OTL, in all but name?
This. I think that the rising Social Darwinism of the fin de seicle, combined with all the weird "biology" that was accepted norm of the good virtuous scientific gentlemen of the time would lesson the outrage over Southern slavery a great deal more than we assume.
Likely something along these lines.
To *some* extent, at least amongst conservatives. Liberal types, however, might actually become even *more* outraged, especially as time goes on.
It didn't have a huge, hostile neighbor just across the border nor was 1/3 of its population eager to leave .
Or an economic system that would have been eventually doomed to failure, bar the rise of a dictatorship.....
The Confederate Constitution made it almost impossible for slavery to be abolished. Congress is specifically stripped of any ability to pass laws limited slave ownership in any way. A state might conceivably abolish slavery within its own borders, but other language makes clear that any slave-owner can travel with his slaves to any state in the Confederacy, so in effect slavery is legal throughout the Confederacy until every single state individually passes state-level legislation abolishing slavery. Needless to say, that's very, very, very difficult to achieve (I'm looking at you, South Carolina).
Yep, unfortunately this happens to be correct.
And in 1860, there was next to no abolitionist sentiment in the Confederacy. There had been a sharp change from Jefferson's day, when slavery was seen as a necessary weevil that had to be eventually extinguished, to the age of Edmund Ruffin and his ilk, who saw slavery as a positive good that had to be protected at all costs. There were some who privately harbored anti-slavery feelings (John C. Breckinridge probably being one of them), but they could never have expressed them publicly without being cast out of proper society.
Sad, but true: Jefferson would have been horrified by the Fire-Eaters, and even Andrew Jackson didn't like them much.
Didn't Cleburne die in battle, though?After all, look what happened to Patrick Cleburne in early 1864.
The lost cause has succeeded in spreading this meme that slavery was becoming unprofitable and was fast on its way out.

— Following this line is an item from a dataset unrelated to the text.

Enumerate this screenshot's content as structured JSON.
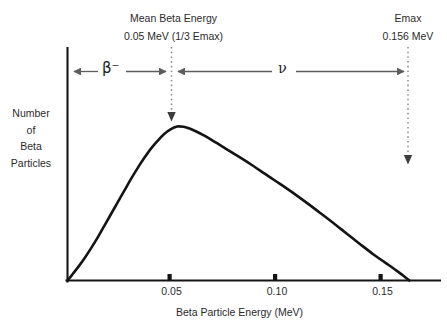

It's hard to be further from the truth.
I'm not so sure of that: they might have publicly adopted this stance for their own purposes(it certainly made for good PR, admittedly.), but they sure didn't start it. Hell, if anything at all, the meme that slavery would have survived to the present day with no problems at all, actually fits the real belief systems of much of their ranks, rather more closely(as horrible as that sounds, it's true).
Plantation slavery wouldn't have become economically obsolete until the 1930s, when IOTL the first mechanical cotton pickers were developed. Even then, it would take time for the technology to mature and for planters to invest in it. It's important to remember that slavery's successor system, sharecropping, survived into the late 20th century in some places. It's reasonable to assume that at least a few old fashioned plantations would still be in business a full century after confederate independence, assuming a perfect world where only economic forces are at play.
To *some* extent, but that's if the C.S. economy doesn't implode by then; this may not be accepted by some, but we often grossly underestimate just how greedy many planters were, often to the point of irrationality.....and greed is never good for a nation's overall well-being: just look at the U.S. IOTL prior to the Great Depression.
In a world where liberalism has ended in a said farce, presuming that the Union simply comes apart and the Confederates simply have decided that Slavery = Good is a national credo, I think the more likely course of action is that the modern views of humanity--things like the UN Declaration of Human Rights--never emerge at all.
I'm not convinced of that. Not one bit. Now, granted, I don't disagree that the C.S.A. being successful *would* be a blow to liberalism, but I doubt this would actually prevent anything like the U.N. D.H.R. from being created.
Oh, and by the way, for anyone who thinks that traditionally reactionary societies are inherently stable-one needs only to look at Russia prior to 1918 IOTL; it can be plausibly argued, sadly, that the death of Alexander II was what started Russia on the road to societal ruin. Or hell, even Qing China counts for an Eastern example.
Confederate Victory means the defeat of the United States, a ramification that the Sons of the South have not considered beyond the first conclusion. If Liberalism ends in Mexican style warlordism or what would basically be an failure over much of North America, how does it exactly influence the world in its direction?
And again, we can point to Qing China in particular.
National Exceptionalism, that we are better than them and therefore they can plow our fields and mill our grain, will likely not end.
It hasn't quite ended even IOTL. But that won't necessarily prevent a decline.....
At least up until the economy implodes.....which, admittedly, could take a long time(maybe up until about 1960 or so at the very worst) depending on how all the cards are played.Meanwhile, Slavery likely becomes more and more cruel and more and more profitable. Imagine the profits of selling organs for transplants, or sexual gratification with children, under the aegis of a belief that God approves. If enough people make enough money, the guys who ask the hard questions can get shot, or lynched, or recant under torture, and the system can perpetuate itself, vindicating itself by its mere existence.
Nope, barring some highly unlikely massive spike in technological advancement, the C.S. economy would have imploded some time before that.Given a Southern Victory and the collapse of ideas that make opposing Slavery politically feasible, you likely have slavery lasting until Robots become cheaper.